Shirkey’s press secretary, Amber McCann, responded to Whitmer’s accusations in a statement to MIRS News. "She’s in luck. There’s an entire Department of Transportation portion of the budget."
House Speaker Lee Chatfield, R-Levering, agrees that passing an annual budget and devising a long-term solution to road repair funding are two separate issues.
“We are currently spending a record amount on roads and are serious about further investing the right amount to fix the problem. But if that doesn’t qualify as a fix, I could put her gas tax hike on the board and watch it fail,” Chatfield said in a statement to The Detroit News.
Whitmer’s office did not return requests for comment.
Michigan Capitol Confidential is the news source produced by the Mackinac Center for Public Policy. Michigan Capitol Confidential reports with a free-market news perspective.
Collective Bargaining Does Not Equality Make
UAW claims of equal pay are unfounded
A few weeks ago, United Auto Workers President Gary Johnson stated that collective bargaining creates equality. He claims that if you’re a woman who wants equal pay, you should join a union. But the data doesn’t seem to show that women in unionized workforces get equal pay with their unionized brothers.
According to the Bureau of Labor Statistics, the difference between median weekly earnings of unionized men and women in 2018 was $155 per week.

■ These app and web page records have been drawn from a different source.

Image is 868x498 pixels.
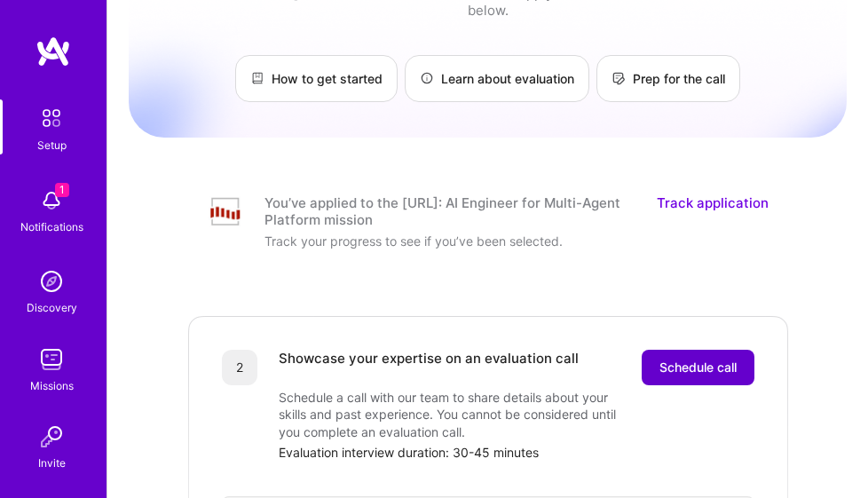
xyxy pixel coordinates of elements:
img: Learn about evaluation [420,71,434,85]
div: Missions [31,377,74,396]
span: 1 [56,183,69,197]
div: Schedule a call with our team to share details about your skills and past experience. You cannot ... [278,389,634,441]
div: Evaluation interview duration: 30-45 minutes [278,444,755,462]
a: Prep for the call [596,56,741,102]
a: Track application [657,194,768,229]
span: Schedule call [659,359,737,376]
img: setup [33,100,70,137]
div: You’ve applied to the [URL]: AI Engineer for Multi-Agent Platform mission [264,194,635,229]
div: Setup [37,137,67,154]
img: Company Logo [208,196,243,228]
img: Prep for the call [612,71,626,85]
img: logo [35,35,71,68]
img: bell [33,183,69,218]
div: Notifications [20,218,83,237]
div: Invite [38,455,66,473]
div: 2 [222,351,257,386]
img: discovery [33,264,69,300]
img: How to get started [251,71,264,85]
button: Schedule call [642,351,755,386]
a: Learn about evaluation [405,56,590,102]
div: Showcase your expertise on an evaluation call [278,351,579,386]
div: Track your progress to see if you’ve been selected. [264,233,620,251]
img: Invite [33,419,69,455]
div: Discovery [27,300,78,317]
a: How to get started [235,56,398,102]
img: teamwork [33,342,69,377]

In other words, unionized women received $155 less in weekly earnings than their unionized male counterparts. That is an increase in the wage gap from $89 in 2015. In fact, this gender pay gap shows up in the data every year from 2008 to 2018.
The gap in pay between unionized men and women for middle-aged workers is even larger than the overall average. The pay gap between men and women aged 45 to 54 was $198 per week in 2018, and for those aged 55 to 64 it was $187. And once again, over the past 10 years parity was never achieved in either of those age ranges.
UAW leadership doesn’t seem to practice what it preaches by a different measure as well. In 2017, only one of the three vice presidents of UAW was a woman, and that woman — Cynthia Estrada — was the lowest paid of the three. There was only one regional director during 2017 who was a woman.
Not much changed looking at the 2018 data. Cynthia Estrada was still the only female vice president at UAW, and she was the lowest paid by over $30,000. Her male colleague, Vice President Norwood Jewel, who recently pled guilty in the FCA-UAW training center scandal, was paid more than Estrada in both 2017 and 2018. UAW did manage to add a female regional director in 2018, bringing the total up to two during the year.
So, what is the takeaway from all of this? Well, most obviously, it rings hollow that the UAW is claiming that women and men reach pay parity with union representation when you consider that the female leadership of the UAW national office doesn’t seem to be equal in pay to their male counterparts. Unsurprisingly, the UAW has never had a female at the helm of the organization.
People have posited different reasons for the earnings gap between men and women. Some claim sexism is the only reason such earning gaps exist, even though that type of discrimination is illegal. Others have posited that the difference in earnings between men and women found in the data is a result of nuanced differences in behavior among men and women. Women tend to be more willing to take less pay in favor of more job flexibility, time off and other benefits. Men, on the other hand, tend to be more willing to work longer hours and forego certain benefits in exchange for a higher salary. Regardless of why a gender wage gap exists in the data, the UAW cannot claim that unionization is a tried and true method for eliminating it.
Michigan Capitol Confidential is the news source produced by the Mackinac Center for Public Policy. Michigan Capitol Confidential reports with a free-market news perspective.